Another issue is the assorted slayings by the monster throughout the narrative. The manner the text is written is seeking to do Frankenstein seem like the hero. particularly after Elizabeth dies and Frankenstein chases the monster throughout Europe and Russia and eventually to the north-polar circle. However. if you consider that Frankenstein is schizophrenic. so you see that he murdered those people. but “Victor Frankenstein” thinks that it is his “monster” . when in world. he is the monster.
Using these psychological upsets as a usher to naming Victor Frankenstein. it becomes more and more obvious that he has Dissociative Identity Disorder. He is his monster but has no cognition of it. He murdered those people. so chased himself across Europe. Russia. and eventually to the Arctic Circle. where it would look he regains control of his fractured head.
WORKS CITED
“Dissociative Identity Disorder” . Wikipedia. 3 April 2009. 23 March 2009.
Kellerman. J. . Rigler D. . Siegel SE. “The Psychological Effectss of Isolation in Protected Environments. ” American Journal of Psychiatry 134:563-565 ( 1977 ) Magellan. Karyo. “The Victorian Medico-Legal Autopsy” . 6 April 2009. 23 March 2009.

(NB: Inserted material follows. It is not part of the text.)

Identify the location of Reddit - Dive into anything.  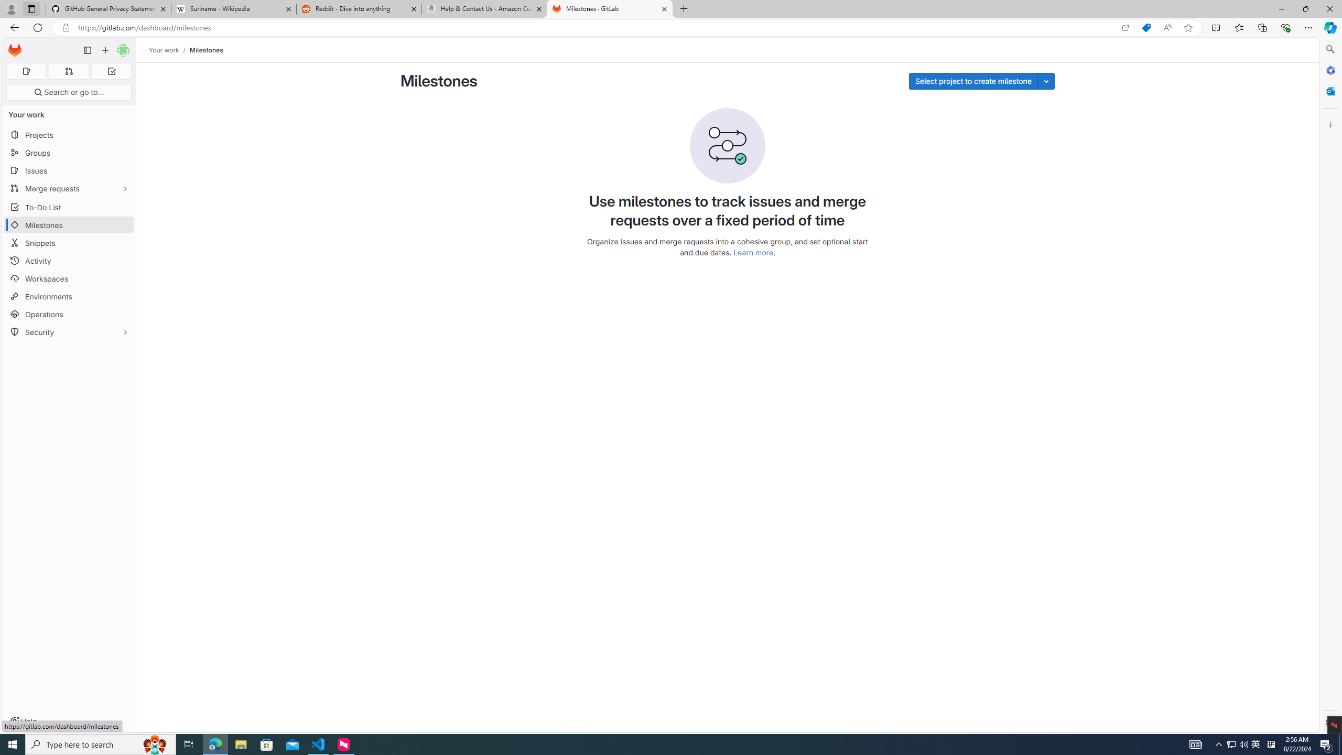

“sanity. ” Merriam-Webster Online Dictionary. 2009. Merriam-Webster Online. 23 March 2009http: //www. merriam-webster. com/dictionary/sanity”Schizophrenia” . Wikipedia. 3 April 2009. 23 March 2009.
Mayo Clinic Staff “Schizophrenia” . MayoClinic. 31 January 2008. 23 March 2009.
Shelley. Mary. Frankenstein. New York: W. W. Norton. 1996.
Ward. Andrew R. . “Feral Children” . 6 April 2009. 23 March 2009.